How many of you woke up this morning, left home, started making your way to wherever you were going on foot or bike, and then you saw it: a Guelph Transit bus. Even though many of the service interruption signs were still up this morning, the buses were back on the road as if nothing had ever happened on the weekend; the city and the Amalgamated Transit Union (ATU) Local 1189 made an after-the-last-minute deal to keep the service running. After a marathon negotiation session Sunday, a tentative agreement was reached, and tonight, city council did it's part by ratifying said agreement on their end.
Confirmed by the city's communications department a short time ago, council has indeed ratified the agreement reached Sunday night with the help of a provincial conciliator. Next, the union will vote on the agreement on their end, in a vote that's scheduled now for the evening of Sunday July 19 20.
"The members of ATU Local 1189 have wanted to continue to serve Guelph’s
transit riders," said ATU Local 1189 President Andy Cleary in a city statement Sunday night. "For many
Guelph residents we are their sole source of transportation, and we look
forward to continuing to support our community."
The contents of the deal will not be disclosed until the union ratifies the agreement, but the city's offer of a six per cent raise over four years was voted down by 94 per cent of the union's membership Friday. Apparently though, the union's issues had more to do with working conditions than money.
"What will come forward to council is certainly within the mandate in
which they set," Mayor Karen Farbridge told the Guelph Mercury earlier today. "That's as much as I'm prepared to say,
because I respect the process and I don't want to say any more about
the details until the members of ATU get an opportunity to see them and
understand them, and come to a vote on whether they are going to accept
it or not."
According to Farbridge and Mark Amorosi, Guelph's executive director of corporate and human resources, the city and the union were committed to working "all day and all night" to reach a deal and avoid any service interruption that would force 20,000 people in Guelph to find an alternative means of getting around.

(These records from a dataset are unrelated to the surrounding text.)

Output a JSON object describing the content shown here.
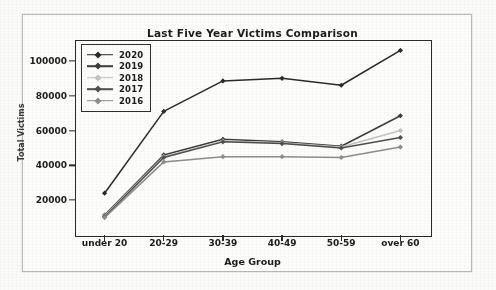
{
  "chart_data": {
    "type": "line",
    "title": "Last Five Year Victims Comparison",
    "xlabel": "Age Group",
    "ylabel": "Total Victims",
    "categories": [
      "under 20",
      "20-29",
      "30-39",
      "40-49",
      "50-59",
      "over 60"
    ],
    "yticks": [
      20000,
      40000,
      60000,
      80000,
      100000
    ],
    "ytick_labels": [
      "20000",
      "40000",
      "60000",
      "80000",
      "100000"
    ],
    "ylim": [
      0,
      112000
    ],
    "grid": false,
    "legend_position": "upper left",
    "marker": "diamond",
    "series": [
      {
        "name": "2020",
        "color": "#2b2b2b",
        "values": [
          24000,
          71000,
          88500,
          90000,
          86000,
          106000
        ]
      },
      {
        "name": "2019",
        "color": "#3d3d3d",
        "values": [
          11500,
          46000,
          55000,
          53500,
          51000,
          68500
        ]
      },
      {
        "name": "2018",
        "color": "#c2c2c2",
        "values": [
          11000,
          45000,
          54000,
          53000,
          50500,
          60000
        ]
      },
      {
        "name": "2017",
        "color": "#4f4f4f",
        "values": [
          10500,
          44500,
          53500,
          52500,
          50000,
          56000
        ]
      },
      {
        "name": "2016",
        "color": "#8d8d8d",
        "values": [
          10000,
          42000,
          45000,
          45000,
          44500,
          50500
        ]
      }
    ]
  }
}
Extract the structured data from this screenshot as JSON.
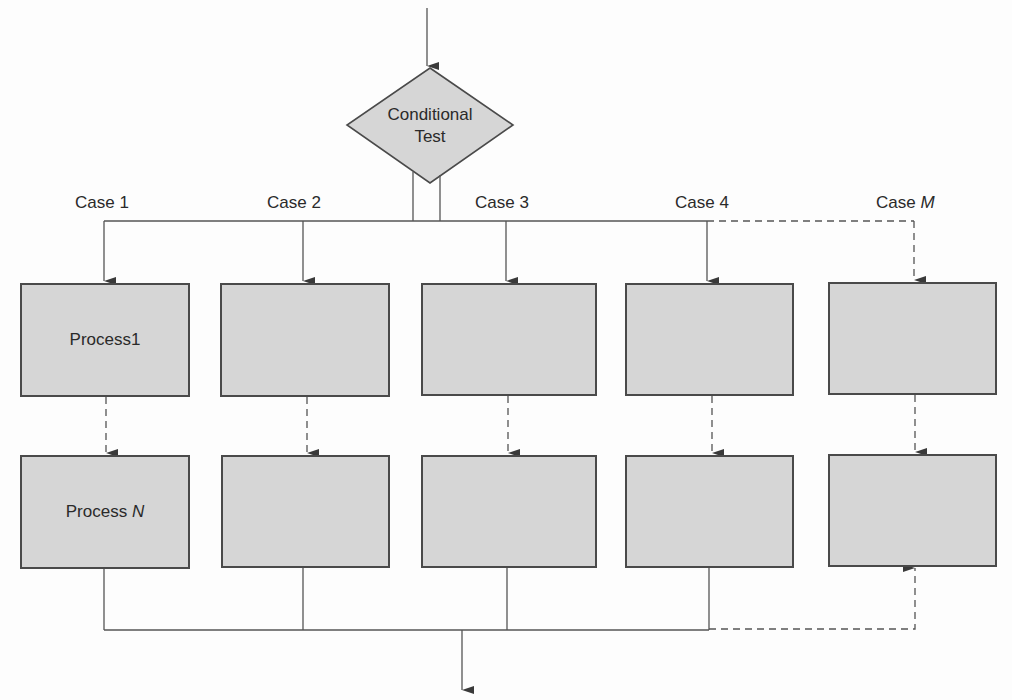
{
  "decision": {
    "line1": "Conditional",
    "line2": "Test"
  },
  "cases": [
    {
      "prefix": "Case ",
      "suffix": "1",
      "italic": false
    },
    {
      "prefix": "Case ",
      "suffix": "2",
      "italic": false
    },
    {
      "prefix": "Case ",
      "suffix": "3",
      "italic": false
    },
    {
      "prefix": "Case ",
      "suffix": "4",
      "italic": false
    },
    {
      "prefix": "Case ",
      "suffix": "M",
      "italic": true
    }
  ],
  "processes": {
    "top_first": {
      "prefix": "Process ",
      "suffix": "1"
    },
    "bottom_first": {
      "prefix": "Process ",
      "suffix": "N"
    }
  },
  "colors": {
    "box_fill": "#d6d6d6",
    "stroke": "#4a4a4a",
    "background": "#fdfdfd"
  }
}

"We have shared interests for the community, and we have shared
interests for our employees," Amorosi told the Mercury. "At the end of the day,
nobody wants to see this kind of thing happen. Despite the fact that
these have been very difficult negotiations those things don't change in
terms of our shared interests."
It's a shame no one realized that Friday night, or at any point in the last 12 months. A lot of people in Guelph might not have been rung through the ringer for 48 hours this past weekend.